Chidiya
- Director
- Mehran Amrohi
- Studio
- Smiley Films, Key Media Works
- Release Date
- 30 May 2025
- Running Time
- 110 min
- Language
- Hindi
- Country
- India
Review
There's a quiet defiance at the heart of *Chidiya*, a film that refuses to exploit its own tragedy for emotional manipulation. Rather than drowning us in misery, director crafts an unflinching portrait of children surviving in Bollywood's shadows—working as spot-boys, moving through poverty with a resilience that cinema rarely captures authentically. What could have been a manipulative social drama instead becomes something far more honest: a story where small moments matter. A borrowed badminton court, a stolen afternoon, the everyday kindness of strangers—these aren't bandages on systemic wounds, but rather the actual texture of how people endure. The film trusts its young performers to carry this weight, and their naturalistic performances are genuinely moving without ever tipping into sentimentality.
What works most powerfully is the film's refusal to hand us false closure. There's no savior arriving at the third act, no miraculous escape waiting backstage. Instead, we get a deeply practical vision of resilience—one that acknowledges child labor as brutal reality while simultaneously celebrating the spirit of these kids. The storytelling sits somewhere between neo-realism and poetry, grounded and austere yet never losing its warmth or dark humor. In a marketplace cluttered with self-congratulatory social dramas, *Chidiya* stands apart as genuine cinema—uncomfortable, unsentimental, and ultimately more moving because it refuses to pretend that survival requires a happy en
Storyline
So there are these two young guys, Shanu and Bua, living in this super tight apartment building in Mumbai, and they're just trying to find jobs at a film studio when they stumble upon this little bird. Finding this bird kind of changes everything for them because it sparks this wild dream in their heads that feels totally impossible to achieve.
The cool part is that their mom is completely there for them no matter what, and even their weird neighbors end up getting on board with whatever they're trying to do. These brothers decide to take this abandoned junkyard and turn it into their very own badminton court through sheer will and creativity.
Their whole adventure is basically about overcoming obstacles and using their imagination to make something happen, and it really shows you how much you can accomplish when you're young and determined with a real goal in mind. It's honestly a pretty inspiring story about believing in yourself and what's possible when you've got a genuine dream pushing you forward.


EXERCISE DETAILS: Report all lines in the records that hold the string "cubic".
________
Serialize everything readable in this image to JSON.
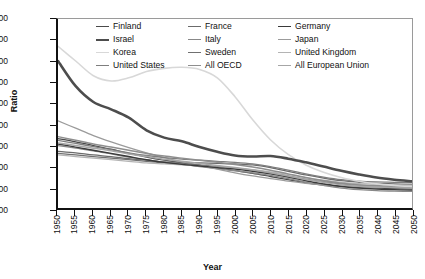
{
  "chart_data": {
    "type": "line",
    "title": "",
    "xlabel": "Year",
    "ylabel": "Ratio",
    "xlim": [
      1950,
      2050
    ],
    "ylim": [
      0.0,
      18.0
    ],
    "ytick_step": 2.0,
    "xtick_step": 5,
    "grid": false,
    "legend_position": "top-inside",
    "xticks": [
      "1950",
      "1955",
      "1960",
      "1965",
      "1970",
      "1975",
      "1980",
      "1985",
      "1990",
      "1995",
      "2000",
      "2005",
      "2010",
      "2015",
      "2020",
      "2025",
      "2030",
      "2035",
      "2040",
      "2045",
      "2050"
    ],
    "yticks": [
      "0.00",
      "2.00",
      "4.00",
      "6.00",
      "8.00",
      "10.00",
      "12.00",
      "14.00",
      "16.00",
      "18.00"
    ],
    "x": [
      1950,
      1955,
      1960,
      1965,
      1970,
      1975,
      1980,
      1985,
      1990,
      1995,
      2000,
      2005,
      2010,
      2015,
      2020,
      2025,
      2030,
      2035,
      2040,
      2045,
      2050
    ],
    "series": [
      {
        "name": "Finland",
        "color": "#4a4a4a",
        "width": 1.3,
        "values": [
          6.6,
          6.3,
          5.95,
          5.6,
          5.2,
          4.85,
          4.55,
          4.3,
          4.05,
          3.8,
          3.55,
          3.3,
          3.0,
          2.7,
          2.4,
          2.2,
          2.05,
          1.95,
          1.9,
          1.85,
          1.8
        ]
      },
      {
        "name": "France",
        "color": "#6b6b6b",
        "width": 1.3,
        "values": [
          5.4,
          5.25,
          5.05,
          4.9,
          4.7,
          4.55,
          4.4,
          4.35,
          4.3,
          4.25,
          4.2,
          4.1,
          3.85,
          3.5,
          3.15,
          2.85,
          2.6,
          2.45,
          2.35,
          2.3,
          2.25
        ]
      },
      {
        "name": "Germany",
        "color": "#3a3a3a",
        "width": 1.4,
        "values": [
          6.1,
          5.8,
          5.5,
          5.2,
          4.9,
          4.6,
          4.35,
          4.15,
          4.0,
          3.85,
          3.7,
          3.5,
          3.25,
          2.95,
          2.6,
          2.3,
          2.05,
          1.9,
          1.8,
          1.75,
          1.7
        ]
      },
      {
        "name": "Israel",
        "color": "#4d4d4d",
        "width": 2.6,
        "values": [
          14.0,
          11.6,
          10.1,
          9.4,
          8.6,
          7.4,
          6.7,
          6.35,
          5.8,
          5.35,
          5.0,
          4.9,
          4.95,
          4.7,
          4.35,
          3.95,
          3.55,
          3.2,
          2.9,
          2.7,
          2.55
        ]
      },
      {
        "name": "Italy",
        "color": "#888888",
        "width": 1.3,
        "values": [
          5.95,
          5.7,
          5.45,
          5.15,
          4.85,
          4.6,
          4.35,
          4.15,
          3.95,
          3.75,
          3.55,
          3.35,
          3.1,
          2.8,
          2.45,
          2.15,
          1.9,
          1.75,
          1.65,
          1.6,
          1.58
        ]
      },
      {
        "name": "Japan",
        "color": "#9b9b9b",
        "width": 1.3,
        "values": [
          8.3,
          7.6,
          6.9,
          6.3,
          5.75,
          5.25,
          4.8,
          4.4,
          4.05,
          3.7,
          3.35,
          3.05,
          2.8,
          2.55,
          2.35,
          2.2,
          2.1,
          2.02,
          1.98,
          1.95,
          1.92
        ]
      },
      {
        "name": "Korea",
        "color": "#d8d8d8",
        "width": 1.6,
        "values": [
          15.4,
          14.0,
          12.6,
          12.1,
          12.4,
          13.0,
          13.3,
          13.4,
          13.2,
          12.4,
          10.6,
          8.4,
          6.5,
          5.1,
          4.1,
          3.4,
          2.9,
          2.55,
          2.3,
          2.15,
          2.05
        ]
      },
      {
        "name": "Sweden",
        "color": "#707070",
        "width": 1.3,
        "values": [
          5.2,
          5.05,
          4.9,
          4.75,
          4.6,
          4.45,
          4.3,
          4.2,
          4.1,
          3.95,
          3.8,
          3.6,
          3.35,
          3.05,
          2.75,
          2.5,
          2.3,
          2.18,
          2.1,
          2.05,
          2.02
        ]
      },
      {
        "name": "United Kingdom",
        "color": "#b4b4b4",
        "width": 1.3,
        "values": [
          5.05,
          4.9,
          4.75,
          4.6,
          4.45,
          4.3,
          4.2,
          4.1,
          4.0,
          3.9,
          3.8,
          3.65,
          3.45,
          3.2,
          2.9,
          2.65,
          2.45,
          2.32,
          2.25,
          2.2,
          2.18
        ]
      },
      {
        "name": "United States",
        "color": "#7e7e7e",
        "width": 1.3,
        "values": [
          6.45,
          6.15,
          5.85,
          5.55,
          5.25,
          5.0,
          4.8,
          4.65,
          4.55,
          4.45,
          4.35,
          4.2,
          3.95,
          3.6,
          3.25,
          2.95,
          2.7,
          2.55,
          2.48,
          2.45,
          2.42
        ]
      },
      {
        "name": "All OECD",
        "color": "#8e8e8e",
        "width": 1.5,
        "values": [
          6.8,
          6.45,
          6.1,
          5.8,
          5.5,
          5.2,
          4.95,
          4.75,
          4.55,
          4.35,
          4.15,
          3.9,
          3.6,
          3.25,
          2.9,
          2.6,
          2.35,
          2.2,
          2.12,
          2.08,
          2.05
        ]
      },
      {
        "name": "All European Union",
        "color": "#a6a6a6",
        "width": 1.5,
        "values": [
          6.2,
          5.95,
          5.7,
          5.45,
          5.15,
          4.9,
          4.65,
          4.45,
          4.25,
          4.05,
          3.85,
          3.62,
          3.35,
          3.05,
          2.72,
          2.45,
          2.22,
          2.08,
          2.0,
          1.96,
          1.94
        ]
      }
    ]
  },
  "legend": {
    "items": [
      {
        "label": "Finland"
      },
      {
        "label": "France"
      },
      {
        "label": "Germany"
      },
      {
        "label": "Israel"
      },
      {
        "label": "Italy"
      },
      {
        "label": "Japan"
      },
      {
        "label": "Korea"
      },
      {
        "label": "Sweden"
      },
      {
        "label": "United Kingdom"
      },
      {
        "label": "United States"
      },
      {
        "label": "All OECD"
      },
      {
        "label": "All European Union"
      }
    ]
  }
}
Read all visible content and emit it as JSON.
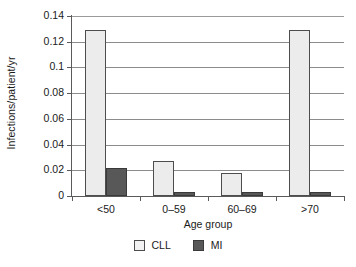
{
  "chart_data": {
    "type": "bar",
    "title": "",
    "subtitle": "",
    "xlabel": "Age group",
    "ylabel": "Infections/patient/yr",
    "categories": [
      "<50",
      "0–59",
      "60–69",
      ">70"
    ],
    "series": [
      {
        "name": "CLL",
        "color": "#ececec",
        "values": [
          0.129,
          0.027,
          0.018,
          0.129
        ]
      },
      {
        "name": "MI",
        "color": "#585858",
        "values": [
          0.0215,
          0.003,
          0.0035,
          0.0035
        ]
      }
    ],
    "ylim": [
      0,
      0.14
    ],
    "ytick_values": [
      0,
      0.02,
      0.04,
      0.06,
      0.08,
      0.1,
      0.12,
      0.14
    ],
    "ytick_labels": [
      "0",
      "0.02",
      "0.04",
      "0.06",
      "0.08",
      "0.1",
      "0.12",
      "0.14"
    ],
    "grid": "horizontal",
    "legend_position": "bottom-center",
    "legend_entries": [
      "CLL",
      "MI"
    ]
  }
}
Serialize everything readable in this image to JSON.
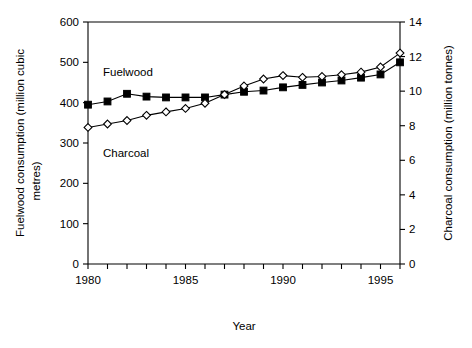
{
  "chart_data": {
    "type": "line",
    "title": "",
    "subtitle": "",
    "xlabel": "Year",
    "ylabel": "Fuelwood consumption (million cubic metres)",
    "y2label": "Charcoal consumption (million tonnes)",
    "grid": false,
    "legend_position": "inline-annotations",
    "x": [
      1980,
      1981,
      1982,
      1983,
      1984,
      1985,
      1986,
      1987,
      1988,
      1989,
      1990,
      1991,
      1992,
      1993,
      1994,
      1995,
      1996
    ],
    "xlim": [
      1980,
      1996
    ],
    "xticks": [
      1980,
      1981,
      1982,
      1983,
      1984,
      1985,
      1986,
      1987,
      1988,
      1989,
      1990,
      1991,
      1992,
      1993,
      1994,
      1995,
      1996
    ],
    "xtick_labels_shown": [
      "1980",
      "1985",
      "1990",
      "1995"
    ],
    "xtick_labels_shown_at": [
      1980,
      1985,
      1990,
      1995
    ],
    "ylim": [
      0,
      600
    ],
    "yticks": [
      0,
      100,
      200,
      300,
      400,
      500,
      600
    ],
    "ytick_labels": [
      "0",
      "100",
      "200",
      "300",
      "400",
      "500",
      "600"
    ],
    "y2lim": [
      0,
      14
    ],
    "y2ticks": [
      0,
      2,
      4,
      6,
      8,
      10,
      12,
      14
    ],
    "y2tick_labels": [
      "0",
      "2",
      "4",
      "6",
      "8",
      "10",
      "12",
      "14"
    ],
    "series": [
      {
        "name": "Fuelwood",
        "axis": "left",
        "marker": "filled-square",
        "units": "million cubic metres",
        "values": [
          395,
          403,
          422,
          415,
          413,
          413,
          413,
          420,
          427,
          430,
          438,
          444,
          450,
          455,
          462,
          470,
          500
        ]
      },
      {
        "name": "Charcoal",
        "axis": "right",
        "marker": "open-diamond",
        "units": "million tonnes",
        "values": [
          7.9,
          8.1,
          8.3,
          8.6,
          8.8,
          9.0,
          9.3,
          9.8,
          10.3,
          10.7,
          10.9,
          10.8,
          10.85,
          10.95,
          11.1,
          11.4,
          12.2
        ]
      }
    ],
    "annotations": [
      {
        "text": "Fuelwood",
        "series": "Fuelwood"
      },
      {
        "text": "Charcoal",
        "series": "Charcoal"
      }
    ],
    "colors": {
      "axis": "#000000",
      "fuelwood": "#000000",
      "charcoal": "#000000",
      "background": "#ffffff"
    }
  }
}
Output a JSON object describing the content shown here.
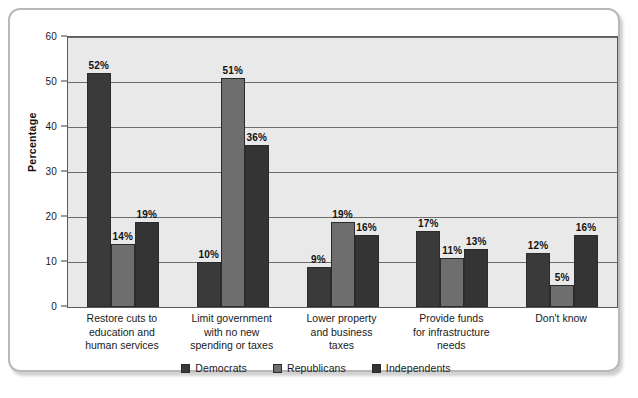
{
  "chart_data": {
    "type": "bar",
    "title": "",
    "subtitle": "",
    "xlabel": "",
    "ylabel": "Percentage",
    "ylim": [
      0,
      60
    ],
    "yticks": [
      0,
      10,
      20,
      30,
      40,
      50,
      60
    ],
    "ytick_labels": [
      "0",
      "10",
      "20",
      "30",
      "40",
      "50",
      "60"
    ],
    "grid": true,
    "legend_position": "bottom-center",
    "value_suffix": "%",
    "categories": [
      "Restore cuts to\neducation and\nhuman services",
      "Limit government\nwith no new\nspending or taxes",
      "Lower property\nand business\ntaxes",
      "Provide funds\nfor infrastructure\nneeds",
      "Don't know"
    ],
    "series": [
      {
        "name": "Democrats",
        "color": "#3a3a3a",
        "values": [
          52,
          10,
          9,
          17,
          12
        ],
        "labels": [
          "52%",
          "10%",
          "9%",
          "17%",
          "12%"
        ]
      },
      {
        "name": "Republicans",
        "color": "#6e6e6e",
        "values": [
          14,
          51,
          19,
          11,
          5
        ],
        "labels": [
          "14%",
          "51%",
          "19%",
          "11%",
          "5%"
        ]
      },
      {
        "name": "Independents",
        "color": "#343434",
        "values": [
          19,
          36,
          16,
          13,
          16
        ],
        "labels": [
          "19%",
          "36%",
          "16%",
          "13%",
          "16%"
        ]
      }
    ],
    "colors": {
      "plot_background": "#e9e9e9",
      "frame_border": "#b9b9b9",
      "gridline": "#6d6d6d",
      "axis": "#5a5a5a",
      "text": "#1a1a1a"
    }
  }
}
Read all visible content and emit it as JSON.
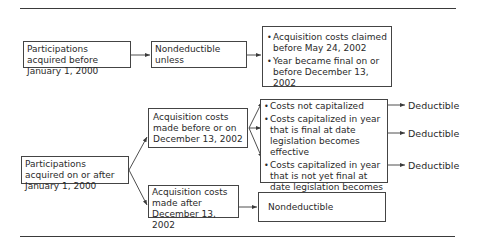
________
OUTPUT OF THE TASK:
    "ylabel": "Fuelwood consumption (million cubic metres)",
        "units": "million cubic metres",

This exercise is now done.